Example 4: Throwing Exceptions from Mocks
@Test
void placeOrder_propagatesRepositoryException() {
when(orderRepository.save(any()))
.thenThrow(new DataAccessException("DB is down") {}); // stub to throw
assertThrows(DataAccessException.class,
() -> orderService.placeOrder(new OrderRequest("item", 10.0)));
// Email should NOT be sent if save failed
verify(emailService, never()).sendConfirmation(any());
}
@Test
void cancelShippedOrder_throwsIllegalState() {
Order shipped = new Order(5L, "glasses", 80.0, OrderStatus.SHIPPED);
when(orderRepository.findById(5L)).thenReturn(Optional.of(shipped));
assertThrows(IllegalStateException.class,
() -> orderService.cancelOrder(5L));
// Verify save was never called for a shipped order
verify(orderRepository, never()).save(any());
}
Example 5: Using @Spy for Partial Mocking
Rare but useful: spy on a real list to verify calls while still using real behavior.

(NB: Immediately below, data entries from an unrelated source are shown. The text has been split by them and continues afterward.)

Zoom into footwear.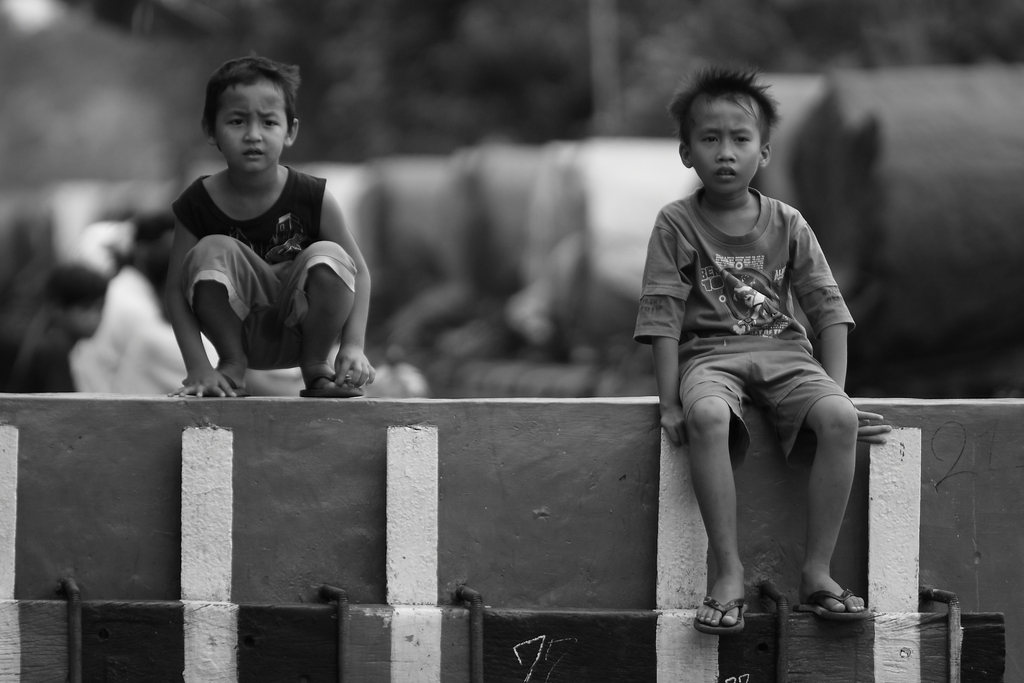
Zoom target: <bbox>796, 564, 869, 632</bbox>.
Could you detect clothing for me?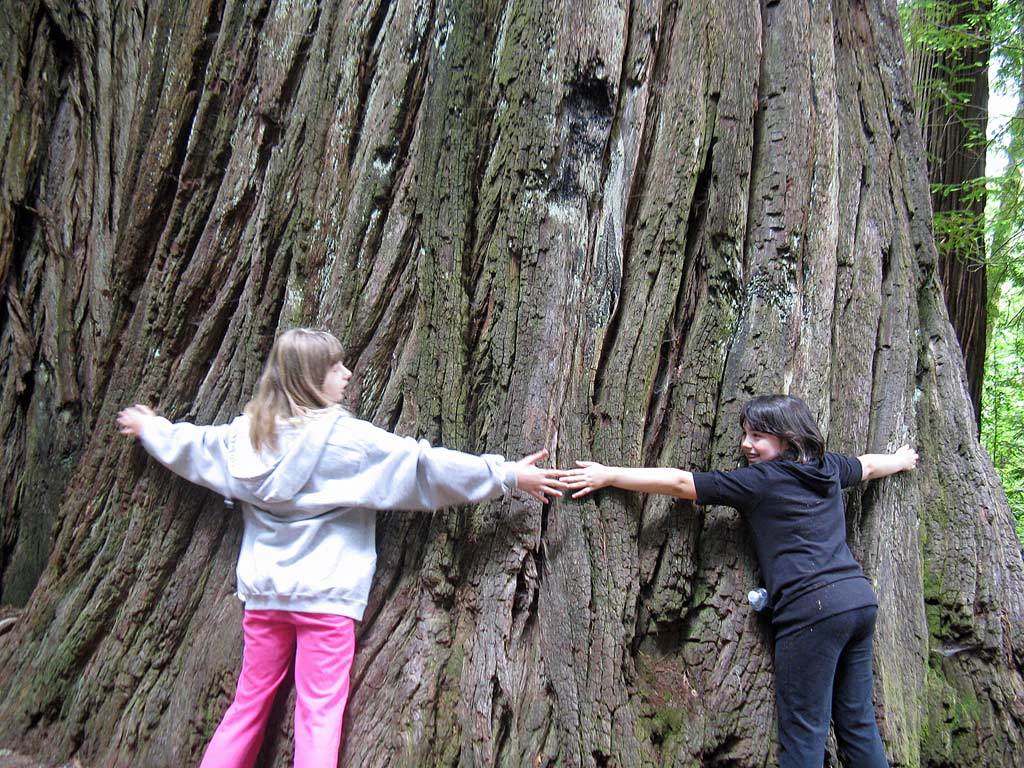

@ExtendWith(MockitoExtension.class)
class SpyDemo {
@Spy
List<String> itemList = new ArrayList<>(); // highlighted: real ArrayList, wrapped by spy
@Test
void spy_tracksAddCalls() {
itemList.add("apple"); // real add() called
itemList.add("banana");
assertEquals(2, itemList.size()); // real size
verify(itemList, times(2)).add(anyString()); // highlighted: interaction tracked
verify(itemList, never()).clear(); // highlighted: clear was never called
}
@Test
void spy_canOverrideOneMethod() {
doReturn(99).when(itemList).size(); // highlighted: stub just size(); add() stays real
itemList.add("cherry");
assertEquals(1, itemList.size()); // wait — returns 99 from stub, not real 1
// Actually returns 99 because size() is stubbed
assertEquals(99, itemList.size());
}
}
doReturn vs when with spiesFor spies, always use doReturn(value).when(spy).method() — not when(spy.method()).thenReturn(value). The latter calls the real method during setup.
What You've Practiced
| Concept | Example |
|---|---|
@Mock, @InjectMocks setup | Examples 1–4 |
when(...).thenReturn(...) stubbing | Examples 1, 2 |
verify(mock, times/never) | Examples 2, 4 |
ArgumentCaptor | Example 3 |
thenThrow — stubbing exceptions | Example 4 |
@Spy and doReturn | Example 5 |
Challenge: Add a discountService.calculateDiscount(order) call inside placeOrder. Write a test that verifies the discounted price is saved (not the original price) using ArgumentCaptor.